In Australia’s first innings, it was tempting to see their 9, 10, 11 collapsing to short stuff as an elaborate bluff, trying to con England into maintaining a tactic they have only successfully executed approximately three times in the last ten years. Here, although they commenced their familiar barrage when the new ball was taken, it appeared to have more guile behind it, if only perhaps because of Stokes’s continued chin-stroking field innovations. The lethargy of the pitch actually seemed to help the ploy, Lyon almost having too much time for a hook which Stokes just failed to grab one-handed over his head, presumably leaving Nasser Hussain speechless. That was that for the often compulsive hooker, though. Lyon’s two subsequent fours came from balls pitched up in his arch, a bit of maturity which matched his greying little goatee*. *GOATee.
This calmness hasn’t always been a hallmark of Lyon’s batting. In tense situations he’s often a one man production of Psycho, and he’s been doing it ever since his current skipper made his debut in a two-wicket win in Johannesburg in 2012. In that match, Lyon didn’t have to bat as 18-year-old Cummins got Australia home but the camera constantly panned to him sat cowering in the dressing room, a fever dream in a cricket helmet. It speaks highly of someone so affected by nerves to have achieved all he has, and especially his efforts today when his bowler’s end gibbers at Headingley four years ago must surely have been jangling around his head.
For all the zen of McCullum, who sat motionless bar chewing on a balcony sofa through it all, it was England who lost their nerve a little in the final session. Ollie Pope ducked at short leg when he need to stand tall which, however much his potential has been increasingly fulfilled, could still quite possibly be a metaphor for his series. Zak Crawley might not always blunt the new ball, but the ire he attracts has often provided useful cover when other members of the side haven’t quite justified their own stellar billing either. That drop by Stokes was also highly gettable and uncharacteristic, though by that stage he had bowled so much and so valiantly that his his entire body must have felt as blistered as Moeen’s finger. Crawley himself also made a fumble, the ball ricocheting off his rather less wizened body for four in an admittedly very bold attempt to make the save.

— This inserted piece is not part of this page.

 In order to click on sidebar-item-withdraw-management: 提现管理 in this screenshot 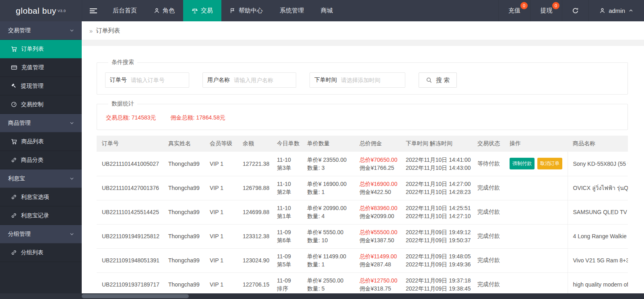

That was the second of the three Cummins three fours to the off side in his winning partnership with Lyon. This was to an over-pitched delivery by Robinson, but the other two were to short balls banged in too weak and wide. As stated, though, these were the exceptions, unlike so often with England’s short pitched stuff at the end of an innings. Here the opposition would have to score runs rather than gleefully bag them at England’s self-defeating casino for tailenders. So, of course, Cummins did score them that way, with sense and structure. In truth, he absorbed the pressure of this absurd sporting fresco of a contest from its outset to conclusion. From his initial fields to his batting both knocks to his cunning - if slightly match fee threatening - use of himself to bowl so many overs, in his own time, this match was all about absorption.
Cummins, the noted eco warrior, has decided the way to counter Bazball’s blazing light is by turning Australia into a cricketing solar panel.